Page 10 of Ruby & Onyx

The kiss feels so pure, so right.

I would die for this kiss. I would part the seas and skies for this kiss.

When he pulls away, he angles his forehead to meet mine and holds me like this for several heartbeats. We share each breath until he moves to press a kiss on my cheek. Is it possible for two hearts to beat in tandem? It’s like invisible strings succumbed to the tension and pulled us together, tethering our hearts for eternity.

“Don’t ever leave me,” he whispers into my ear, the fine hairs covering his jaw tickling my cheek, before setting me down gently.

“Behind you!” I squeal as my knees wobble.

A knight swings his sword at the man’s head but isn’t quick enough. He dodges the blow and then sweeps his sword clean across the knight’s tender neck. Blood spews in all directions and a drop of sweat lands in my eye, obscuring my vision. I clear it with the bottom of my tunic, but by the time I look up, he is gone. Lost to the swarm of bodies swirling around me. I desperately move in the direction where he last stood, fighting for another moment in time, but he is no longer there.

The moans of dying men swell in my ears, sending me to my knees.

I lost him.

I wake up heaving and gasping, completely inconsolable and stuck in the throes of an imagined loss. This felt so different from the usual nightmares – devastating but not frightening. It felt like finding the missing piece of the puzzle only to lose it once more.

For the first time in my life, I willingly try to return to the land of sleep. I squeeze my eyes shut and try to conjure his image, pleading desperately with the gods to give me one more moment, one more chance. I beg to see that ruffled brown hair and his tall, sturdy figure again.

Hours go by, and my pleas go unanswered. Once the sun begins to flood in through the window, beckoning me out of bed, I accept defeat.

He is gone.

Slipped through my fingertips before I could hold him in my hands. It was only a dream. But why can I still feel that tether pulling, desperately seeking for our hearts to be intertwined once more?

The dog in the corner barks a simple reminder of his presence. I had forgotten about him. He seems so at home here. More comfortable, perhaps, than me.

“I suppose you can stick around here if you want,” I tell him.

* * *

In the two weeks since the prowler first appeared, my mind has refused to quiet. Like a mantra for my sanity, I remind myself constantly to stay clear of the barrier, to ignore the snapping and howling of dogs as the guards usher them along patrol, and to stifle that insatiable desire to go searching for whatever is out there. My curiosity is playing me for a fool.

I took a walk to clear my thoughts, but it was a futile effort at best. The scattered daffodils, clustering along the trail like pops of golden humor or the massive camellia bushes sprouting up from the dirt are nature’s best remedy. But then I see a log burnt to a crisp and remember the way that the prowler’s body turned to ash.

Will I ever be able to forget his face?

I freeze at the sound of a twig cracking in the distance, and my spine goes rigid. The trail goes still as if it shares my nerves, and only the ruffling leaves fill the silence.

Did I imagine it? Gods, maybe I did. Given the absurdity of the last couple of days, it could be my paranoia creeping up on me.

Something grabs my shoulder from behind, and I jump so high into the air that my feet are nowhere to be found when I slam down onto the dirt. Pain streaks from my tailbone to my back.

I look up to see Oren staring down at me, barely able to conceal his amusement. He must have hidden behind the camellias to startle me.

Of course, it would be Oren. After my mother died, we began a relationship… of sorts. Not the lovey-dovey, future-marriage type of relationship that most women gravitate towards. Ours was both brief and strictly physical. It was all that I was capable of at that time.

I flash him a venomous look as I dust the dirt off of my soon-to-be bruised backside.

“I’m so sorry! I thought you heard me coming!” The look on his face shifts to worry in a fraction of a second.

“Obviously, I did not.” As I get up from the ground, I wince at the shooting pain. But when I stand, I find myself surprised that we see eye to eye now. He used to be rather short, compared to me anyway, but now he surpassed my height. And what was once a body of skin and bone is now muscular and taught. His dark skin is smoother, unblemished by the acne that once gathered in spots around his forehead and chin.

“I’m sorry!” He stutters as his eyes flood with nervous regret. “I saw you running over here, and I… I don’t know! I wanted to say hello!”

He’s so clearly frazzled that it cools the jagged edge between us. Perhaps the attraction that’s stirring in my throat eases that friction, as well. “It’s fine,” I tell him. “It’s my fault. I’ve been far too paranoid recently.”

His shoulders relax a little, but some remnants of panic remain sketched onto his features. “Is everything okay? You seem tense.”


» **WORK INSTRUCTIONS**
Say how many lines in the following entries include "SABa", and add nothing else.

» **RECORDED INFORMATION**
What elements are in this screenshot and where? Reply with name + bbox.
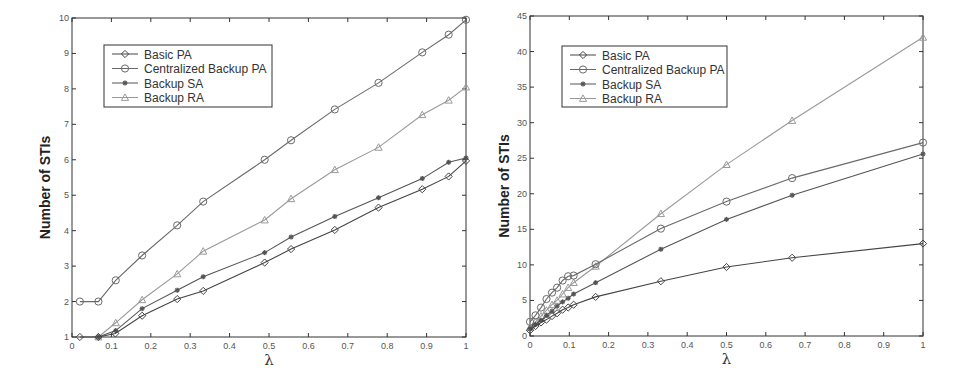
series-backup-ra <box>95 84 470 340</box>
data-point-star-icon <box>560 299 565 304</box>
x-tick-label: 0.5 <box>720 340 733 350</box>
series-line <box>80 161 466 337</box>
x-tick-label: 0.3 <box>184 341 197 351</box>
x-tick-label: 0.6 <box>760 340 773 350</box>
data-point-star-icon <box>566 296 571 301</box>
legend-label: Basic PA <box>144 48 192 62</box>
chart-1: 00.10.20.30.40.50.60.70.80.9112345678910… <box>37 13 470 369</box>
x-tick-label: 0.8 <box>381 341 394 351</box>
x-axis-title: λ <box>264 351 274 369</box>
y-tick-label: 45 <box>517 11 527 21</box>
x-tick-label: 1 <box>920 340 925 350</box>
data-point-star-icon <box>446 160 451 165</box>
data-point-star-icon <box>289 235 294 240</box>
series-basic-pa <box>76 157 469 340</box>
x-tick-label: 0.7 <box>342 341 355 351</box>
y-tick-label: 15 <box>517 224 527 234</box>
data-point-star-icon <box>420 176 425 181</box>
legend-label: Centralized Backup PA <box>144 62 267 76</box>
legend-label: Basic PA <box>602 49 650 63</box>
x-tick-label: 0.2 <box>145 341 158 351</box>
x-tick-label: 0 <box>527 340 532 350</box>
x-tick-label: 0 <box>69 341 74 351</box>
data-point-star-icon <box>175 288 180 293</box>
data-point-star-icon <box>921 151 926 156</box>
y-tick-label: 35 <box>517 82 527 92</box>
y-axis-title: Number of STIs <box>496 134 512 238</box>
data-point-star-icon <box>658 247 663 252</box>
legend: Basic PACentralized Backup PABackup SABa… <box>562 46 727 107</box>
y-tick-label: 20 <box>517 189 527 199</box>
data-point-star-icon <box>571 292 576 297</box>
y-tick-label: 25 <box>517 153 527 163</box>
y-axis-title: Number of STIs <box>37 136 53 240</box>
y-tick-label: 9 <box>64 48 69 58</box>
y-tick-label: 2 <box>64 297 69 307</box>
y-tick-label: 4 <box>64 226 69 236</box>
legend-label: Backup SA <box>144 77 203 91</box>
y-tick-label: 5 <box>522 295 527 305</box>
series-centralized-backup-pa <box>526 139 926 325</box>
y-tick-label: 10 <box>59 13 69 23</box>
data-point-star-icon <box>790 193 795 198</box>
series-line <box>530 244 923 331</box>
x-tick-label: 0.6 <box>302 341 315 351</box>
x-axis-title: λ <box>722 350 732 368</box>
data-point-star-icon <box>262 250 267 255</box>
legend-star-icon <box>123 81 128 86</box>
data-point-star-icon <box>464 156 469 161</box>
data-point-star-icon <box>555 304 560 309</box>
y-tick-label: 8 <box>64 84 69 94</box>
data-point-star-icon <box>376 195 381 200</box>
legend-label: Centralized Backup PA <box>602 63 725 77</box>
data-point-star-icon <box>724 217 729 222</box>
x-tick-label: 0.8 <box>838 340 851 350</box>
x-tick-label: 0.4 <box>223 341 236 351</box>
y-tick-label: 7 <box>64 119 69 129</box>
x-tick-label: 0.5 <box>263 341 276 351</box>
series-line <box>530 143 923 322</box>
series-backup-sa <box>528 151 926 331</box>
y-tick-label: 10 <box>517 260 527 270</box>
x-tick-label: 0.9 <box>420 341 433 351</box>
y-tick-label: 3 <box>64 261 69 271</box>
data-point-star-icon <box>201 274 206 279</box>
legend-label: Backup RA <box>144 91 204 105</box>
figure-canvas: 00.10.20.30.40.50.60.70.80.9112345678910… <box>0 0 966 377</box>
x-tick-label: 0.9 <box>877 340 890 350</box>
data-point-star-icon <box>593 280 598 285</box>
legend-label: Backup RA <box>602 92 662 106</box>
legend-star-icon <box>581 82 586 87</box>
y-tick-label: 1 <box>64 332 69 342</box>
series-line <box>530 154 923 329</box>
x-tick-label: 1 <box>463 341 468 351</box>
x-tick-label: 0.1 <box>105 341 118 351</box>
x-tick-label: 0.2 <box>602 340 615 350</box>
y-tick-label: 0 <box>522 331 527 341</box>
legend-label: Backup SA <box>602 78 661 92</box>
x-tick-label: 0.1 <box>563 340 576 350</box>
data-point-star-icon <box>332 214 337 219</box>
x-tick-label: 0.3 <box>642 340 655 350</box>
x-tick-label: 0.7 <box>799 340 812 350</box>
data-point-star-icon <box>140 306 145 311</box>
chart-2: 00.10.20.30.40.50.60.70.80.9105101520253… <box>496 11 927 368</box>
x-tick-label: 0.4 <box>681 340 694 350</box>
series-line <box>98 87 466 337</box>
y-tick-label: 40 <box>517 47 527 57</box>
y-tick-label: 5 <box>64 190 69 200</box>
y-tick-label: 6 <box>64 155 69 165</box>
y-tick-label: 30 <box>517 118 527 128</box>
legend: Basic PACentralized Backup PABackup SABa… <box>104 45 272 107</box>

» **TASK OUTPUT**
2